New York Times News Service
Tucker the dog may
help save whales
New York Times News Service
OFF THE COAST OF SAN JUAN ISLAND, Wash. — A dog named Tucker with a thumping tail and a mysterious past as a stray on the streets of Seattle has become an unexpected star in the realm of canine-assisted science. He is the world’s only working dog, marine biologists say, able to find and track the scent of orca scat, or feces, in open ocean water — up to a mile away, in the smallest of specks.
Through dint of hard work and obsession with an orange ball on a rope, which he gets to play with as a reward after a successful search on the water, Tucker is an ace in finding something that most people, and perhaps most dogs, would just as soon avoid.
“Sometimes he’d just turn around and sit down and stare at me, waiting for me to figure it out,” said Deborah A. Giles, who is completing a Ph.D. on how orcas here are affected by the thousands of whale watchers and scores of commercial whale-watch vessels in the area.
“He’s very subtle,” said Giles, sitting behind the wheel of the research vessel Moja as Tucker, an 8-year-old black Lab mix, paced at the prow.
The research is raising new questions about how to protect orcas.
Samuel K. Wasser, the director of the Center for Conservation Biology at the University of Washington and the director of the orca scat research project, said that when he started the project four years ago, he thought boat activity would be a crucial element of whale stress, reflected through stress hormones in their scat. But it turned out, he said, that food supply was more important, with fewer salmon — because of overfishing by humans or habitat degradation or both — emerging as a main stress variable.
Knowing to focus on fish supply, he said, means knowing where to focus public policy efforts on the animals’ behalf.
Through the scat, biologists can tell, for example, which whale pods spend the winter off the coast of Southern California, because their feces can contain higher trace elements of DDT, the pesticide that was banned in 1972. The poison still echoes through the decades in the fish the whales eat before returning north. Other orca groups have concentrations of dioxins or PCBs traced to industrial activity around Seattle.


**EXERCISE PROMPT**
Below are the records; tally the lines that include "Where" and report only the total.

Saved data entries

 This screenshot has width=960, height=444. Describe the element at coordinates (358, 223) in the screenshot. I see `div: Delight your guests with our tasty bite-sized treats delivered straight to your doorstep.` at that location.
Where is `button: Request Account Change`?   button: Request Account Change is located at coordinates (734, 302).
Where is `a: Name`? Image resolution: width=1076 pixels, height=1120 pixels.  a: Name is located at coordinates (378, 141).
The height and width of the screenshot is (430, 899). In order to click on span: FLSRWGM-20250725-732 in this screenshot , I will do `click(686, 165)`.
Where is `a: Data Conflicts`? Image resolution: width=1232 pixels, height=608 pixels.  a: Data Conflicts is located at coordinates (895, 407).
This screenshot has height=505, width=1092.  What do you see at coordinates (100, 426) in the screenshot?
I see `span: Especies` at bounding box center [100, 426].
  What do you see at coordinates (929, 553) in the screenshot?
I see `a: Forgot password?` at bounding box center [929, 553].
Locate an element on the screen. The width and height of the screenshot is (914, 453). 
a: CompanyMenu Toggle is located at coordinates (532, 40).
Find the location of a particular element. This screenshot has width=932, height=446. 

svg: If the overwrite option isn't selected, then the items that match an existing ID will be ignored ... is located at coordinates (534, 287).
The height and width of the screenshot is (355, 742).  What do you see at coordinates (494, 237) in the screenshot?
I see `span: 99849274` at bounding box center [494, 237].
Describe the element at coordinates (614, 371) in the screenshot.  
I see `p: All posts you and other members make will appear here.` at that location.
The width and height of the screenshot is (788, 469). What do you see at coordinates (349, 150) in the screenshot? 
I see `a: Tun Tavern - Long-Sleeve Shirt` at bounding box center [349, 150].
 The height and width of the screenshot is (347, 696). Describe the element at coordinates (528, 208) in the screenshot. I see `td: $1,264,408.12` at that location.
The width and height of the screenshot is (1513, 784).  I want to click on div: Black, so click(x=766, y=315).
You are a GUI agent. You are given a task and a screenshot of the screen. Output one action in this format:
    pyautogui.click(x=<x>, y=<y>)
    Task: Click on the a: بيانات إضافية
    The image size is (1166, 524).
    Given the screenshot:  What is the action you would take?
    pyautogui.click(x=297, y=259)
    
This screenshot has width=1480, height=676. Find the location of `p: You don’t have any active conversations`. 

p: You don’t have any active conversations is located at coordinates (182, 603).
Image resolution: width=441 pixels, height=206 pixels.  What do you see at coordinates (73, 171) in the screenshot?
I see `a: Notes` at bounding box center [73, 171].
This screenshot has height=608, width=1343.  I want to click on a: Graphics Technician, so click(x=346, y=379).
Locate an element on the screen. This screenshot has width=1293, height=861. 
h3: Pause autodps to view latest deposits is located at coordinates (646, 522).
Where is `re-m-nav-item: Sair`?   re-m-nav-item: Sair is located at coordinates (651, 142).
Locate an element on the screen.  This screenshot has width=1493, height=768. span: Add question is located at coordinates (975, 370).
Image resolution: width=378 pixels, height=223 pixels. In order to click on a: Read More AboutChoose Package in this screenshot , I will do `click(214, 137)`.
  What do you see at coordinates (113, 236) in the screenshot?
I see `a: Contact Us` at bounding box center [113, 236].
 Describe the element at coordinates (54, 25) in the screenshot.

**RESPONSE AREA**
4